Arts & Culture

Picture Perfect

4 min read

Adatto talks about life in the age of the photo op

We live in a world flooded with images. There has been an explosion of cell phone cameras, social networking sites, digital photography, blogs, and surveillance cameras, and we have a 24-hour news cycle that feeds on pictures.

In her new book, “Picture Perfect: Life in the Age of the Photo Op,” Kiku Adatto tries to make sense of this world. Adatto, who is a scholar in residence at the Humanities Center in the Faculty of Arts and Sciences and a lecturer on social studies, chronicles the rise of America’s photo-op culture, which has been expanding since World War II.

“When the photograph was invented, it was celebrated as a powerful form of documenting, witnessing, and truth-telling,” says Adatto. “Today our sensibility has changed. We pride ourselves on our knowledge that the camera can lie, that pictures can be fabricated, packaged, and manipulated.

Adatto argues that the “photo-op consciousness” is not always liberating. While “the documentary power of the camera has vastly increased today,” she notes, “so has the ability of the camera not only to falsify information but also to falsify ourselves. We have more opportunities to live at the surface, continually posing, to see and measure ourselves by the images we make and the images others make of us. When everyone with a cell phone is a potential member of the paparazzi, when any picture posted spontaneously among friends can become a part of the permanent record, the line between public and private lives begins to dissolve.”

Adatto’s book provides an interesting frame on the 2008 presidential campaign. She offers evidence that politicians from Ronald Reagan to George W. Bush to John McCain draw on the movies to cast themselves as mavericks, cowboys, citizen heroes, and war heroes. Referring to Osama bin Laden shortly after the 9/11 attacks, President George W. Bush declared, “I want justice … and there’s an old poster out West I recall that said, ‘Wanted: Dead or Alive.’” Similarly, Adatto says, John McCain has said that he will “follow Osama bin Laden to the gates of hell.”

Maverick heroes are appealing, Adatto writes, because they show the power of the individual in a world of economic and political forces often beyond individual control. They are also appealing, according to Adatto, because they are both insiders and outsiders — insiders in that they support the goals and ideals of American institutions, but outsiders in that they buck bureaucracy and are critics of the establishment. Reagan was a master at criticizing the Washington establishment as a sitting president, and, Adatto claims, “McCain is trying to do the same by portraying himself as an outsider even though he has been a senator for over two decades.”
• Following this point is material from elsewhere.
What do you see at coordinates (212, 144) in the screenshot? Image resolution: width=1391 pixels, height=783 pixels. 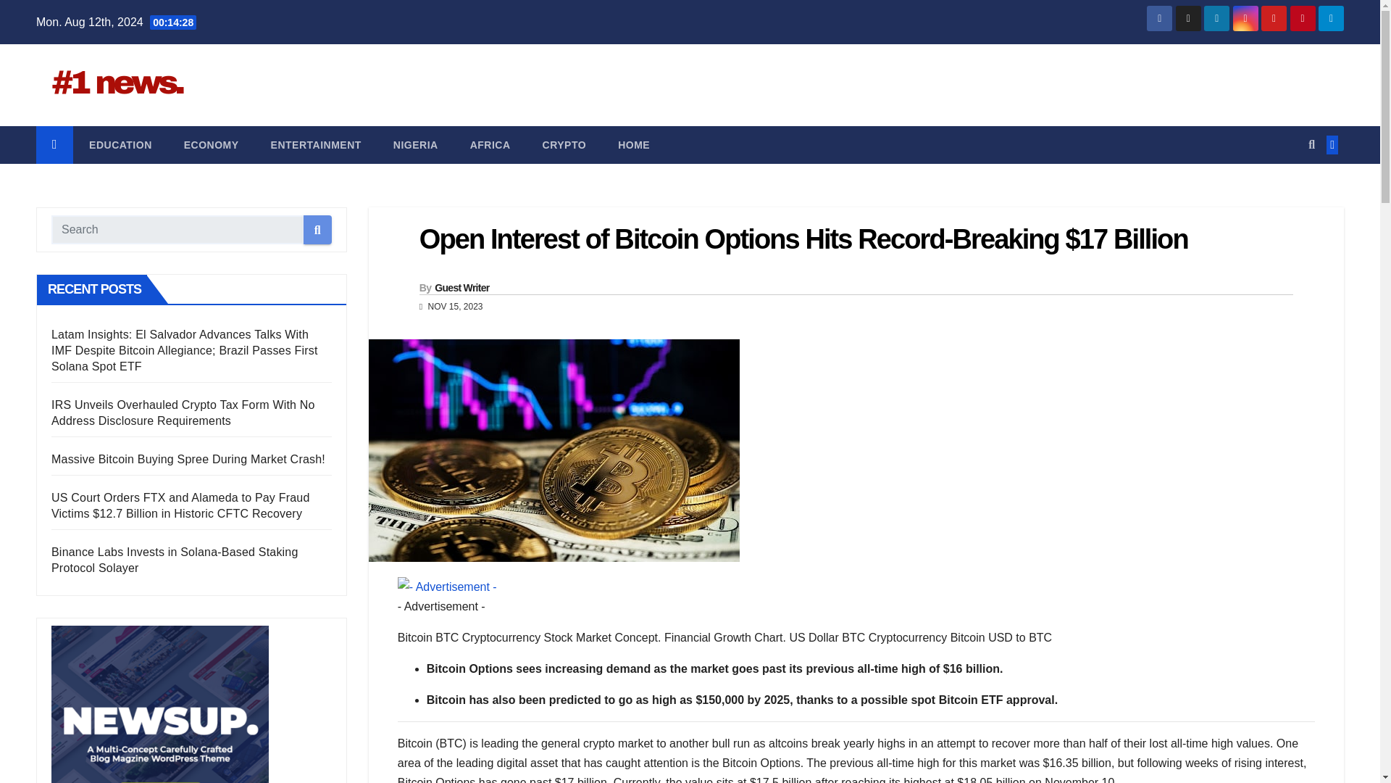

Presidents using pictures for political purposes, observes Adatto, is not new. Abraham Lincoln wryly thanked his photographer Mathew Brady for helping him win the White House. Lincoln’s campaign was the first to distribute mass-produced pictures of the candidate. Their popular appeal led one of Lincoln’s advisers to conclude, “I am coming to believe that likenesses broad cast are excellent means of electioneering.”

Today we take televised photo ops for granted, but they are a fairly recent phenomenon. During the 1968 presidential campaign between Richard Nixon and Hubert Humphrey, the phrase “photo opportunity” was used only once on the network evening newscasts, when network correspondent John Hart referred to Nixon’s “deliberately casual moments, moments his programmers have labeled ‘photo opportunities.’”

By the 1988 presidential race between George H.W. Bush and Michael Dukakis, more than half of the network evening news coverage focused on photo ops, ads, gaffes, and the machinations of media advisers.

“Today, with 24-hour cable news and the Internet,” Adatto observes, “what was set in motion in 1988 has become full-blown, with ordinary citizens entering the fray of ‘gotcha politics.’”

But, Adatto notes, words still count, as her take on a recent event illustrates: “George W. Bush’s top-gun landing on the aircraft carrier the USS Abraham Lincoln in May 2003 was celebrated as the greatest photo op of all time. But two words on the banner, ‘Mission Accomplished,’ came to haunt his presidency.” Adatto’s point is that even in a world flooded with images, words matter.